I was not sure what to think. Did she just pull the 2012 equivalent (to take an extreme example) of a 1800s plantation owner telling his slaves he knows they work really hard without any rights, and then telling them to keep up the good work with a firm pat on the back? Pissed me off at the time.
But, in retrospect, I can actually understand what she was going for. In the rest of Ann’s speech, she discussed how economic issues affect everyone, including women. She was arguing that certain issues affect both Joe Texas AND working mothers, and so, logically, those issues should be the most important ones when an election rolls around. Similarly, the plantation owner might argue that his slaves should care a great deal about the economy, because if he has no money they will have less to eat.
I don’t have a cite handy, but yesterday at least four or five blogs on RedState.com expressed this contrast between “small” issues important to minorities and “large” issues that should be important to everyone. I’ve seen this discussed in the context of Hispanics, especially, when Republicans talk about just needing to get the message out that Hispanics SHOULD care more about economics and religious social issues and therefore vote Republican.
Isn’t that fair? Are right wingers right to complain that campaigning on issues that affect minorities, but not majorities, is somehow the “wrong way” to campaign?
Well, no.
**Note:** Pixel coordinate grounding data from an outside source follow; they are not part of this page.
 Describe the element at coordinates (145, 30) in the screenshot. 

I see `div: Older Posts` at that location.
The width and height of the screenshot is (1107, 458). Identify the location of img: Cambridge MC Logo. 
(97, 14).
I feel like the perception that addressing issues that women / Hispanics / etc care about is “shrill warnings of supposed enemies everywhere” flows from blindness about privilege. (I promise I won’t use that word again, because it’s a buzzword that sends right-wing folks into an apoplectic fit.) That is to say: not being raped, deported, told you who can marry what operations you are allowed to have and not have are not, in and of themselves, issues connected to any minority group. The most ardent Texas Republican does not want to be raped any more than he wants the government to tax his paycheck at 50%. Joe Texas would not vote for someone who campaigned on the slogan, “I want to make it easier for people to put you in a truck and send you to Mexico.”
And yet, if this hypothetical Joe Texas is typical of the right-leaning folks I am reading online, he does not perceive that stopping deportation is an important issue for the country because as a practical matter it does not threaten him. Ditto bans on abortion in cases of rape (or otherwise). Joe Texas simply never has to worry about this in his day-to-day life. It’s the same principle at work when women try to explain that simply being a women means they have to deal with a whole set of expectations and issues that men pass through life blissfully unaware of. He has no real understanding of what it means to live with baggage associated with not being a white male.
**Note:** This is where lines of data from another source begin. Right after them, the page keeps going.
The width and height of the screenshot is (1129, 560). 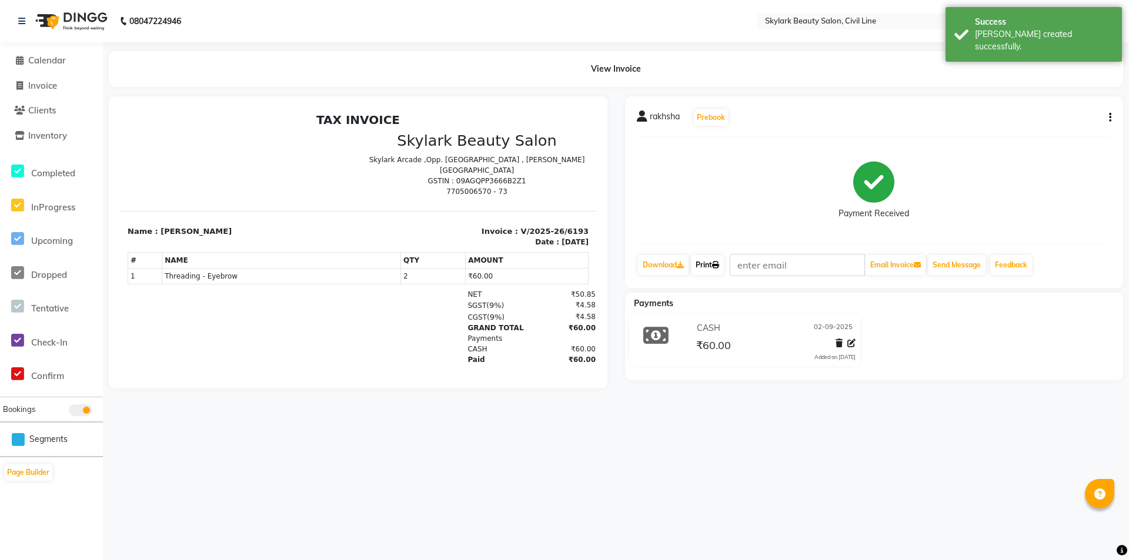 What do you see at coordinates (161, 152) in the screenshot?
I see `th: NAME` at bounding box center [161, 152].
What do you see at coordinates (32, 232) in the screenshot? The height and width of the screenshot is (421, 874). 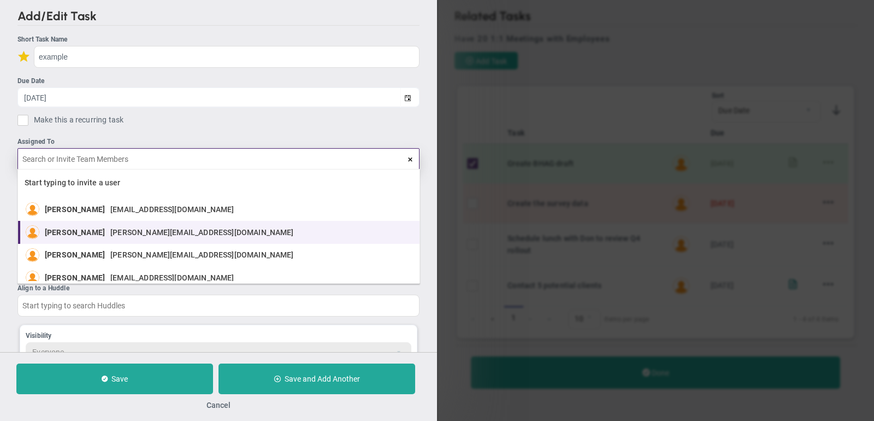 I see `img: James Miller` at bounding box center [32, 232].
So, when a Hispanic voter is worried about an immigration policy that threatens to deport her friends that have lived here as Americans since the age of 3, Joe Texas perceives them as “victims.” Their problems and concerns are not “real.” They’re just the product of skillful politicking, or “community organizing.”
This is not fair and doesnt seem productive. Not being racially profiled by the local police is just as much of a universal desire as having a good economy – it’s just that white male Americans do not have to think about it much, and African American or Hispanic Americans do.
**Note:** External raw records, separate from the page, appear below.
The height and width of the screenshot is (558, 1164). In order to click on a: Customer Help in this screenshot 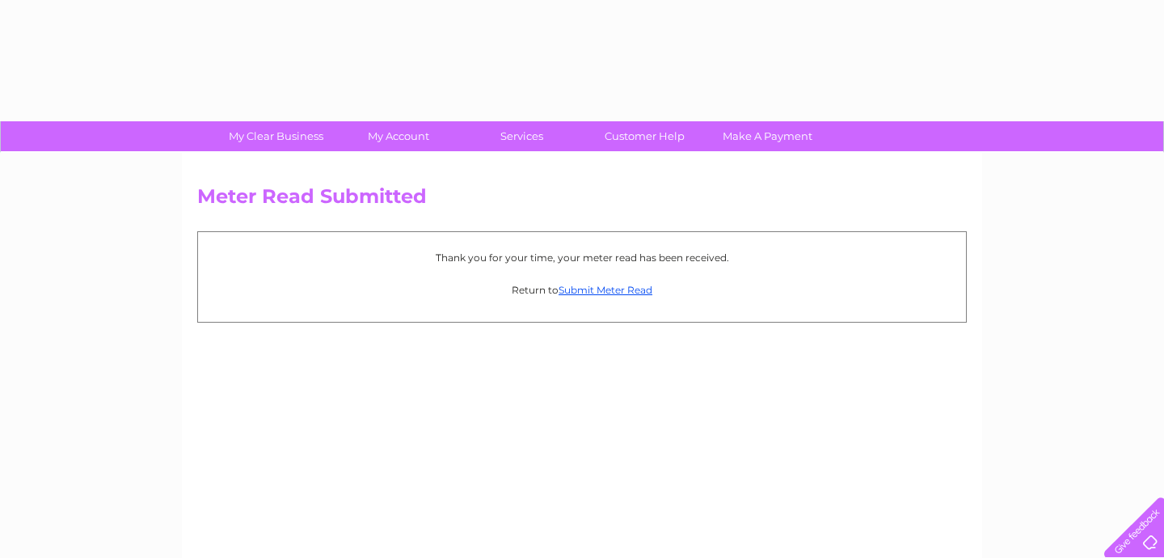, I will do `click(644, 136)`.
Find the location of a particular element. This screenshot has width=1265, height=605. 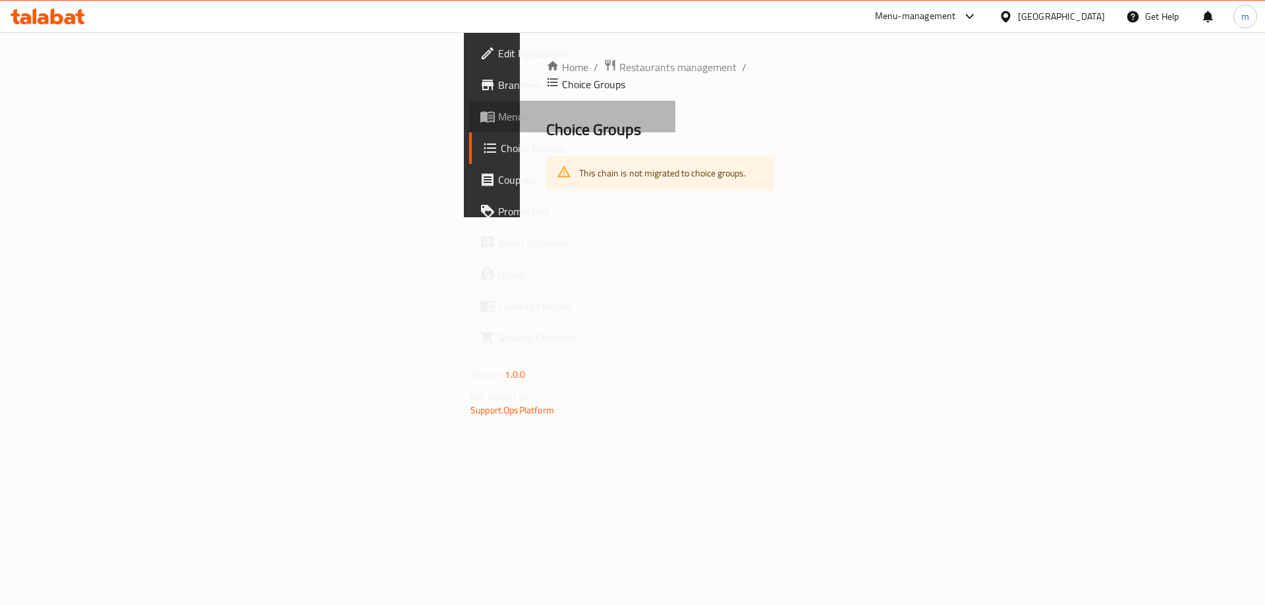

span: Grocery Checklist is located at coordinates (581, 338).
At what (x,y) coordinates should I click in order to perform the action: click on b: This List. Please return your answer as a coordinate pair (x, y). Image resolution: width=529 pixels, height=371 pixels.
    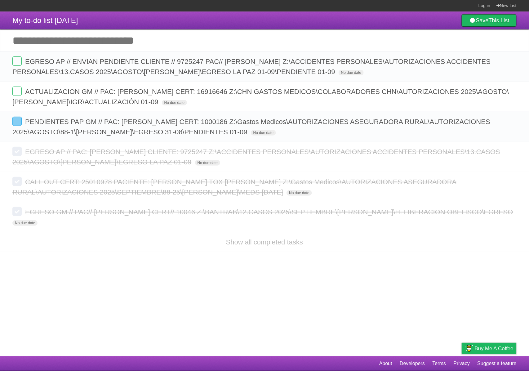
    Looking at the image, I should click on (499, 20).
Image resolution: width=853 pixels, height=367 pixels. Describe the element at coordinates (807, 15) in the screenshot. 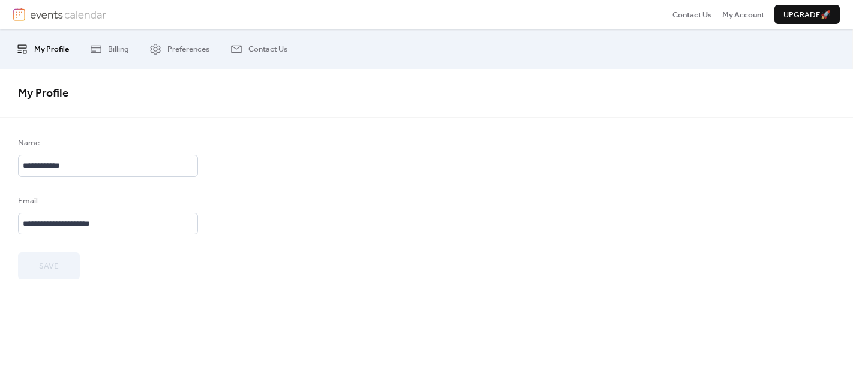

I see `span: Upgrade 🚀` at that location.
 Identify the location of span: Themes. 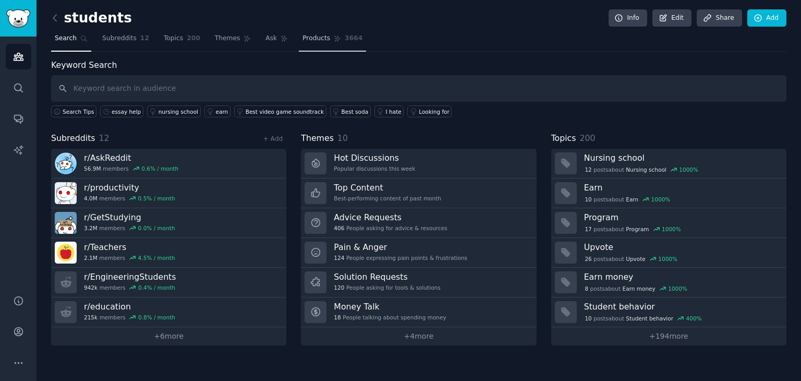
(317, 138).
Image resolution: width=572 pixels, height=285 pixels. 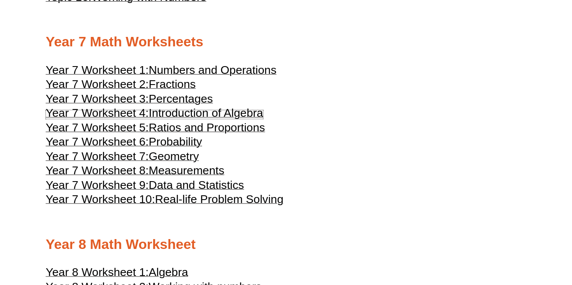 I want to click on h2: Year 8 Math Worksheet, so click(x=286, y=245).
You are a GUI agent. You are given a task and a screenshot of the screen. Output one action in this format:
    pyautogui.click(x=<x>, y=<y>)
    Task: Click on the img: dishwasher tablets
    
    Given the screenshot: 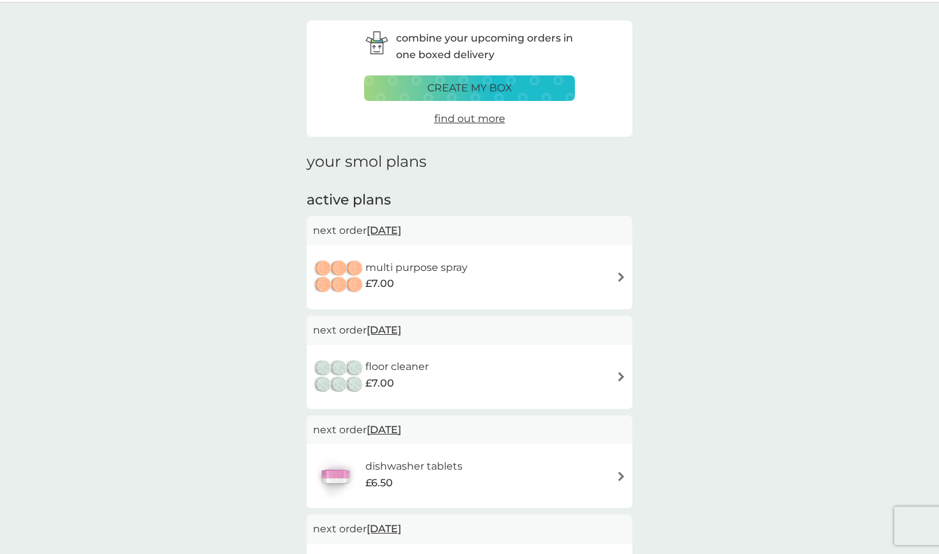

On the flip side, having a good economy is not universal either – the 1% top income earners are doing just fine, thank you very much. What is a “real” issue and what is merely “community organizing” depends entirely on who you happen to be. The right doesn’t need to work on it’s “messaging;” they need to start having empathy for folks who have problems Joe Texas does not share.
TL/DR VERSION / CONCLUSION:
I see a lot more pundits complaining about how issues their constituency sees as important, so called “fundamentals,” did not decide the election, so it doesn’t matter. I wish more people would realize that fundamental is in the eye of the beholder, and painting worries about your family being deported as a scare tactic is insulting (and poor politics).